PREPARES THE GROUND.
Father Lamormain had sent for Nigel. This in itself was a relief from the daily dispiriting round. Nothing could have been duller than the court of Vienna six weeks or more after Breitenfeld. The news which, despite a disunited Germany in arms, came with frequency to Father Lamormain through his far-reaching Jesuit agencies as well as by the military messengers, was to the effect that Gustavus was besieging Würzburg, and that the Elector of Saxony, John George, having recovered Leipzig, was now clearing his province of Lusatia of the Imperial troops, sent there under Rudolf von Tiefbach, before he set out to the conquest of Bohemia.
Nigel himself was fretting. For by this time Tilly had gathered an army and had reached the Rhine. Nigel would fain have been with him. He found employment in Vienna helping to enrol and drill the troops that were being enlisted with a view to resisting the threatened invasion of Bohemia by the Saxon Elector, but men came in slowly. And over every one and every action brooded a spirit of depression. The outlook since the crushing defeat of Breitenfeld was not a pleasant one. There was a vague belief that Tilly on the Rhine, Pappenheim, who had managed to reach Westphalia and raise men there, the Spaniards in Lorraine and the Rhenish Palatinate, and Maximilian in Bavaria, would in some way or other be too much for Gustavus. But there was no good news.
"How goes the recruiting, colonel?"
"Slowly! There is no spring in it, Father!"
"Ah! How many men do you think we shall have to meet John George?"
"That depends on Bohemia!"
"And Bohemia means?"
"Wallenstein!"
"I notice," said Father Lamormain, "that you do not pronounce the name in the same tone of admiration you once used to?"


*YOUR INSTRUCTIONS*
Look through the records below for the line holding "Identify the location of li: Second". Write it out exactly, with each following line through the line holding "Image resolution: width=954".
(Beginning of ENTRIES SHOWN)
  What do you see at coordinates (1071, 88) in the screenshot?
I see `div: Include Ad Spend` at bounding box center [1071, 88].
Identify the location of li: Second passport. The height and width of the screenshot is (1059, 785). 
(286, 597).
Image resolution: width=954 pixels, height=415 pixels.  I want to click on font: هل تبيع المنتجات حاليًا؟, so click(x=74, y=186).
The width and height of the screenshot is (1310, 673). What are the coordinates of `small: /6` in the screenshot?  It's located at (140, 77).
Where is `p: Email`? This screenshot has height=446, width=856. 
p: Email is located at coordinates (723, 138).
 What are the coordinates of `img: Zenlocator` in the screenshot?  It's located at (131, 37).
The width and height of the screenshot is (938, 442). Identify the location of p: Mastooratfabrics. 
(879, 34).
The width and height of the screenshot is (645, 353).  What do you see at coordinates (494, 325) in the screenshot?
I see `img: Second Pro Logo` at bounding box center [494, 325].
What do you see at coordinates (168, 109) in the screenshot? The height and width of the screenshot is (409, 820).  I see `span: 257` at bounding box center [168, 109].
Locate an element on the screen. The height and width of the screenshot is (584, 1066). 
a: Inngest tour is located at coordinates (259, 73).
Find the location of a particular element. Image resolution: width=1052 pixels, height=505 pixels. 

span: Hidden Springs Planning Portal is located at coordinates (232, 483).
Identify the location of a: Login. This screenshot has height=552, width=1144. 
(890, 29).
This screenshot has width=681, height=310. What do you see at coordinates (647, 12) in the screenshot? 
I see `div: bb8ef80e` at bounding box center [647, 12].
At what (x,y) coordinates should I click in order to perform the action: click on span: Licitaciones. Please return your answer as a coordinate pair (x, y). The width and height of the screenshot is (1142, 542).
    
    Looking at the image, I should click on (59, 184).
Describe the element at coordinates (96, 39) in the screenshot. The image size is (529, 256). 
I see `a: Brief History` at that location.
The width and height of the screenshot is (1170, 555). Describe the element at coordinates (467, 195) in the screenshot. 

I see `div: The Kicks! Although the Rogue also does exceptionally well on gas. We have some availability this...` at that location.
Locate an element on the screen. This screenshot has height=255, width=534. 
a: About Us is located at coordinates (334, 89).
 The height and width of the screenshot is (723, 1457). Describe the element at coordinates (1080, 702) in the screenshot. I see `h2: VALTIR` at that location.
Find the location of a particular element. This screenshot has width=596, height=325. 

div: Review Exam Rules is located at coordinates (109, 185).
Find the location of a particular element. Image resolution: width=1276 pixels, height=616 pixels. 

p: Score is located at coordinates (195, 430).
(End of ENTRIES SHOWN)
*SOLUTION TO THIS TASK*
Identify the location of li: Second passport. The height and width of the screenshot is (1059, 785). 
(286, 597).
Image resolution: width=954 pixels, height=415 pixels.  I want to click on font: هل تبيع المنتجات حاليًا؟, so click(x=74, y=186).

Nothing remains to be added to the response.